Aquaponics Startups Offer Local, Organic Produce to Urban Populations
Backyard hobbyists, university researchers, nonprofits, restaurants and even inmates at a federal prison in Indiana are growing food using aquaponics, which combines aquaculture and hydroponics (growing plants in water). Fish are raised in big tanks made of high-density polyethylene. Their wastewater flows out of the tanks, gets cleaned up a bit and is pumped to the growing beds, where it becomes food for the plants. After the plants extract nutrients from the water, it’s filtered again and returned to the fish tanks. While the process is energy-intensive – the plants need artificial light to grow indoors – food can be grown year-round in urban areas, near to markets.
Working the Land and the Data
Kip Tom, a seventh-generation family farmer, harvests the staples of modern agriculture: seed corn, feed corn, soybeans and data. The demise of the small family farm has been a long time coming. But for farmers like Mr. Tom, technology offers a lifeline, a way to navigate the boom-and-bust cycles of making a living from the land. It is also helping them grow to compete with giant agribusinesses.
A Sustainable Solution for the Corn Belt
STRIPS, meaning “science-based trials of rowcrops integrated with prairie strips,” is an effective planting tactic that could mitigate much of the issues resulting from the Midwest’s industrial agriculture. If you convert 10% of a field of row crops to prairie, soil loss can be reduced by up to 95%, nutrient loss by 80 to 90%, and water runoff by 44%. Biodiversity nearly quadruples, and the process is not expensive.
Meet a Data Scientist Who's Helped Revolutionize Agriculture
David Lobell has helped turn agriculture upside down. Before the incorporation of data, scientists looking at food production would focus solely on field experiments and on-the-ground surveys. Lobell helped usher in an era of cooperation, where experienced researchers and farmers work together with data scientists to increase the efficiency of growing staple crops. That model led him to study climate change and its effects on agriculture in parts of the world with less access to technology.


Start at the first line below and write out everything verbatim except the pictures.

-- MATERIAL PROVIDED follows --

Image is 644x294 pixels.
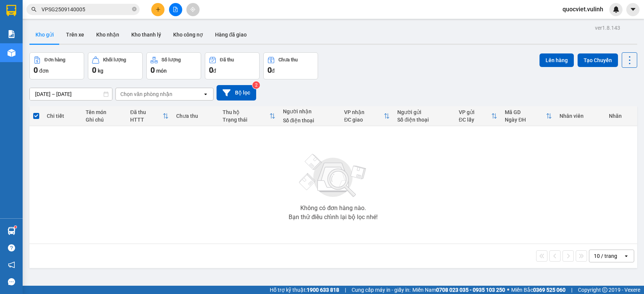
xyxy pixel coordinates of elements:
button: Đã thu0đ [204,52,259,79]
button: Khối lượng0kg [88,52,142,79]
div: Trạng thái [223,116,269,123]
th: Toggle SortBy [219,106,279,126]
button: file-add [169,3,182,16]
span: 0 [33,66,37,74]
span: ⚪️ [506,288,509,291]
div: Nhân viên [559,113,601,119]
div: ĐC lấy [459,116,491,123]
div: Mã GD [504,109,546,116]
span: đ [271,68,274,74]
span: aim [190,7,195,12]
span: search [32,7,36,12]
button: Kho thanh lý [125,26,167,44]
span: notification [8,262,15,268]
img: icon-new-feature [612,6,619,12]
div: Bạn thử điều chỉnh lại bộ lọc nhé! [289,215,377,220]
input: Select a date range. [30,88,112,100]
button: aim [186,3,200,16]
div: Đơn hàng [45,57,65,63]
div: Người gửi [397,109,451,116]
img: svg+xml;base64,PHN2ZyBjbGFzcz0ibGlzdC1wbHVnX19zdmciIHhtbG5zPSJodHRwOi8vd3d3LnczLm9yZy8yMDAwL3N2Zy... [295,150,371,202]
div: Số điện thoại [397,116,451,123]
div: Đã thu [130,109,162,116]
input: Tìm tên, số ĐT hoặc mã đơn [41,6,131,13]
img: solution-icon [8,31,15,38]
button: Lên hàng [539,53,573,67]
button: Đơn hàng0đơn [30,52,84,79]
div: Ngày ĐH [504,116,546,123]
span: 0 [150,66,155,74]
div: Chi tiết [47,113,78,119]
strong: 1900 633 818 [307,287,339,293]
span: | [345,286,346,294]
button: Trên xe [60,26,90,44]
div: VP gửi [459,109,491,116]
span: 0 [268,66,271,74]
button: Kho gửi [30,26,60,44]
strong: 0708 023 035 - 0935 103 250 [436,287,504,293]
sup: 1 [14,226,16,228]
span: quocviet.vulinh [556,5,609,14]
div: Chọn văn phòng nhận [120,91,172,98]
div: Thu hộ [223,109,269,116]
svg: open [623,253,629,259]
button: Kho nhận [90,26,125,44]
div: Chưa thu [176,113,215,119]
span: đ [213,68,216,74]
span: close-circle [132,6,137,13]
span: 0 [92,66,97,74]
span: Hỗ trợ kỹ thuật: [269,286,339,294]
div: Không có đơn hàng nào. [300,205,366,211]
th: Toggle SortBy [340,106,394,126]
button: Tạo Chuyến [577,53,617,67]
th: Toggle SortBy [126,106,172,126]
img: warehouse-icon [8,49,15,57]
div: ver 1.8.143 [594,24,620,32]
div: Số lượng [161,57,181,63]
span: file-add [173,7,178,12]
button: Chưa thu0đ [263,52,318,79]
div: Khối lượng [103,57,126,63]
img: warehouse-icon [8,227,15,235]
button: Kho công nợ [167,26,209,44]
span: | [570,286,572,294]
span: món [156,68,166,74]
div: Ghi chú [86,116,122,123]
span: close-circle [132,7,137,11]
div: Chưa thu [278,57,297,63]
span: đơn [39,68,49,74]
span: plus [156,7,161,12]
div: Người nhận [283,109,336,115]
span: question-circle [8,244,15,252]
button: Số lượng0món [146,52,201,79]
sup: 2 [252,81,260,89]
button: Hàng đã giao [209,26,252,44]
button: Bộ lọc [217,85,256,100]
span: Miền Bắc [511,286,566,294]
span: Miền Nam [412,286,504,294]
div: ĐC giao [344,116,383,123]
div: Nhãn [609,113,633,119]
span: caret-down [630,6,636,12]
strong: 0369 525 060 [533,287,566,293]
div: HTTT [130,116,162,123]
img: logo-vxr [7,5,16,16]
div: Tên món [86,109,122,116]
button: plus [151,3,164,16]
span: 0 [209,66,213,74]
div: Số điện thoại [283,117,336,123]
div: Đã thu [220,57,234,63]
span: copyright [602,287,607,293]
div: 10 / trang [593,252,617,260]
span: message [8,279,15,285]
span: kg [97,68,103,74]
div: VP nhận [344,109,383,116]
svg: open [203,91,208,97]
th: Toggle SortBy [455,106,501,126]
span: Cung cấp máy in - giấy in: [352,286,410,294]
button: caret-down [626,3,639,16]
th: Toggle SortBy [501,106,555,126]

-- MATERIAL PROVIDED concluded --

=== SOLUTION FOR THIS EXERCISE ===
Image is 644x294 pixels.
xyxy pixel coordinates of elements:
button: Đã thu0đ [204,52,259,79]
button: Khối lượng0kg [88,52,142,79]
div: Trạng thái [223,116,269,123]
th: Toggle SortBy [219,106,279,126]
button: file-add [169,3,182,16]
span: 0 [33,66,37,74]
span: ⚪️ [506,288,509,291]
div: Nhân viên [559,113,601,119]
div: ĐC lấy [459,116,491,123]
div: Mã GD [504,109,546,116]
span: đ [271,68,274,74]
span: aim [190,7,195,12]
span: search [32,7,36,12]
button: Kho thanh lý [125,26,167,44]
span: notification [8,262,15,268]
img: icon-new-feature [612,6,619,12]
div: Bạn thử điều chỉnh lại bộ lọc nhé! [289,215,377,220]
input: Select a date range. [30,88,112,100]
button: aim [186,3,200,16]
div: Đơn hàng [45,57,65,63]
div: Người gửi [397,109,451,116]
img: svg+xml;base64,PHN2ZyBjbGFzcz0ibGlzdC1wbHVnX19zdmciIHhtbG5zPSJodHRwOi8vd3d3LnczLm9yZy8yMDAwL3N2Zy... [295,150,371,202]
div: Số điện thoại [397,116,451,123]
div: Đã thu [130,109,162,116]
input: Tìm tên, số ĐT hoặc mã đơn [41,6,131,13]
img: solution-icon [8,31,15,38]
button: Lên hàng [539,53,573,67]
button: Đơn hàng0đơn [30,52,84,79]
div: Ngày ĐH [504,116,546,123]
span: 0 [150,66,155,74]
div: Chi tiết [47,113,78,119]
strong: 1900 633 818 [307,287,339,293]
span: | [345,286,346,294]
button: Trên xe [60,26,90,44]
div: VP gửi [459,109,491,116]
span: 0 [268,66,271,74]
button: Kho gửi [30,26,60,44]
strong: 0708 023 035 - 0935 103 250 [436,287,504,293]
sup: 1 [14,226,16,228]
span: quocviet.vulinh [556,5,609,14]
div: Chọn văn phòng nhận [120,91,172,98]
div: Thu hộ [223,109,269,116]
svg: open [623,253,629,259]
button: Kho nhận [90,26,125,44]
div: Chưa thu [176,113,215,119]
span: đ [213,68,216,74]
span: close-circle [132,6,137,13]
span: 0 [92,66,97,74]
span: Hỗ trợ kỹ thuật: [269,286,339,294]
div: Không có đơn hàng nào. [300,205,366,211]
th: Toggle SortBy [340,106,394,126]
button: Tạo Chuyến [577,53,617,67]
th: Toggle SortBy [126,106,172,126]
img: warehouse-icon [8,49,15,57]
div: ver 1.8.143 [594,24,620,32]
div: Số lượng [161,57,181,63]
span: file-add [173,7,178,12]
button: Chưa thu0đ [263,52,318,79]
div: Khối lượng [103,57,126,63]
img: warehouse-icon [8,227,15,235]
button: Kho công nợ [167,26,209,44]
span: | [570,286,572,294]
span: món [156,68,166,74]
div: Ghi chú [86,116,122,123]
span: close-circle [132,7,137,11]
div: Chưa thu [278,57,297,63]
span: đơn [39,68,49,74]
span: plus [156,7,161,12]
div: Người nhận [283,109,336,115]
span: question-circle [8,244,15,252]
button: Số lượng0món [146,52,201,79]
sup: 2 [252,81,260,89]
button: Hàng đã giao [209,26,252,44]
button: Bộ lọc [217,85,256,100]
span: Miền Bắc [511,286,566,294]
span: Miền Nam [412,286,504,294]
div: ĐC giao [344,116,383,123]
div: Nhãn [609,113,633,119]
span: caret-down [630,6,636,12]
strong: 0369 525 060 [533,287,566,293]
div: HTTT [130,116,162,123]
img: logo-vxr [7,5,16,16]
div: Tên món [86,109,122,116]
button: plus [151,3,164,16]
span: 0 [209,66,213,74]
div: Số điện thoại [283,117,336,123]
div: Đã thu [220,57,234,63]
span: copyright [602,287,607,293]
div: 10 / trang [593,252,617,260]
span: message [8,279,15,285]
span: kg [97,68,103,74]
div: VP nhận [344,109,383,116]
svg: open [203,91,208,97]
th: Toggle SortBy [455,106,501,126]
span: Cung cấp máy in - giấy in: [352,286,410,294]
button: caret-down [626,3,639,16]
th: Toggle SortBy [501,106,555,126]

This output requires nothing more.